In 1587, Ferdinand de Medici, having inherited the title of Grand Duke of Tuscany, possibly by poisoning his brother, the Grand Duke Francesco, ordained that a sumptuous display be put on to mark his wedding to Christine of Lorraine. By sumptuous he meant sumptuous. This was, after all, a show-piece marriage that carried implications throughout Europe, implications that were military and political of course, but which also defined patterns of extravagance for centuries to come. And as we would expect of that great city in those great times, all of this was matched by an extravagance of creativity unimaginable in our society that bundles art with sport and something called heritage.
Today Botticclli's "Birth of Venus", an allegory of the arrival of Catherine de Medici [SHALL CHECK IT WAS HER IT MIGHT BE CHRISTINE HERSELF], hangs in the Uffizi in the space where first these extravagances were staged. I say space, not room, because the staging of the Intermedi occupied the barn-like entirety of the floor, with no rooms partitioned off as they are today.

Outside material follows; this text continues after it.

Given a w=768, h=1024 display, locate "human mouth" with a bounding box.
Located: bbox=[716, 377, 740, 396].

The décor was entrusted to Bernardo Buontalenti who has survived - just - in popular imagination through an ubiquitous postcard on sale in Florence, of a drawing of the Pitti Palace in a capricious, easy flowing style, surprisingly modern in feel, a little like Dufy. This fluid sense of fantasy was ideally suited to the batch of five mythological tales that were to make up the musical entertainment: the Harmony of the Spheres, Apollo and the Dragon, the Foretelling of the Golden Age, Arion and the Dolphin and the Divine Gifts of Rhythm and Harmony.
The Intermedi, mostly written by Cristofano Malvezzi but with segments by others, formed interludes - hence their title - between the acts of a romantic farce, as was the taste; and by contrast they had as their lofty theme the Power of Music. This was very much a topic of the time, with theorists at each other over questions of antiquity and authority in a battle between the merits and moral values of polyphony versus monody. It is not going too far to say that from the lavish triumph of monody in these Intermedi, the triumph of the single line, in recitative and aria, so suited to drama, came the birth not only of Opera but of opera as spectacle...

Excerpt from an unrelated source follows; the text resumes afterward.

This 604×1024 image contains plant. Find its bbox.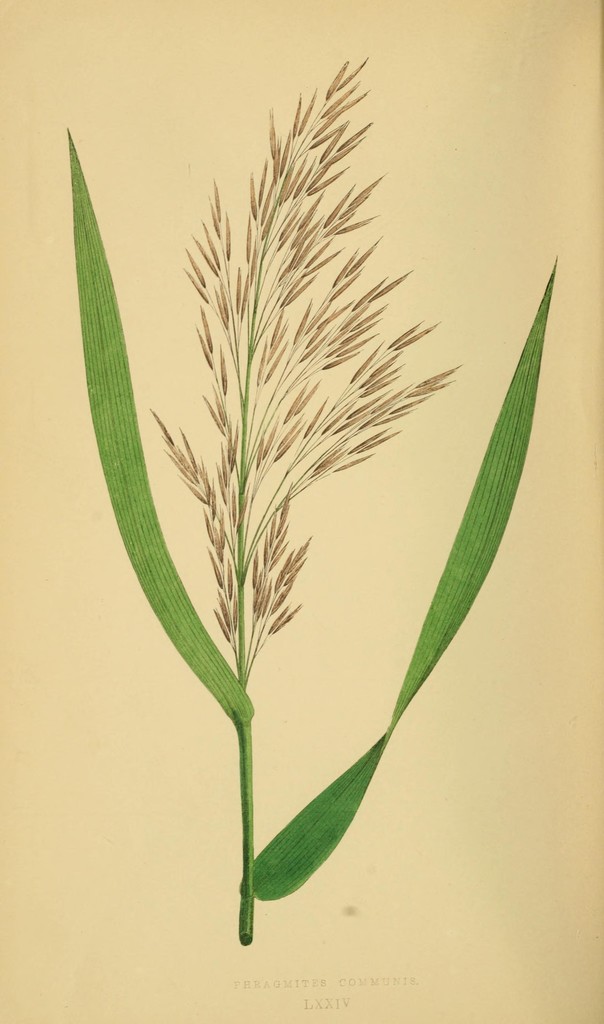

Buontalenti’s staging called for colossal machinery that took nearly a year to construct - even Wagner would have recoiled from such demands! - to create illusions of clouds, seas, caves and a fire-spitting dragon. The astonishing machinery used to complete Brunellesco’s dome on their cathedral had given the Florentines a pride in their engineering and a relish both for impossible projects and for the machines with which to defeat impossibility - winches, cranes, pulley systems and so on. Buontalenti indulged himself and his Duke.
We are lucky to have contemporary accounts both of the staging and of the musical performance - the players were in elaborate costume too - as well as the music, indeed, since Ferdinand’s proud decision to publish it was unusual. There was a Mount Olympus that rose from the stage and a ship that crossed an ocean, the waves being done with a sequence of rollers whose turning simulates the undulations of the sea; between them the ship, complete with crew of three dozen, could cross the stage while mermaids and sea-sprites bobbed up and away.
These klunky old techniques are surprisingly visual and effective and the video version of Andrew Parrott’s pioneering recording of the mid-1980s does something to suggest what was seen on 2nd May, 1589. The video overdoes tricksy camera effects, which only serves to underline how good the original blunt machinery and painted scenery must have been. Ferdinand was so chuffed by it all, he ordered a repeat performance and then it was all over: the entertainment dynasty of operatic excess was born, taking us to Bayreuth and Hollywood. Where next?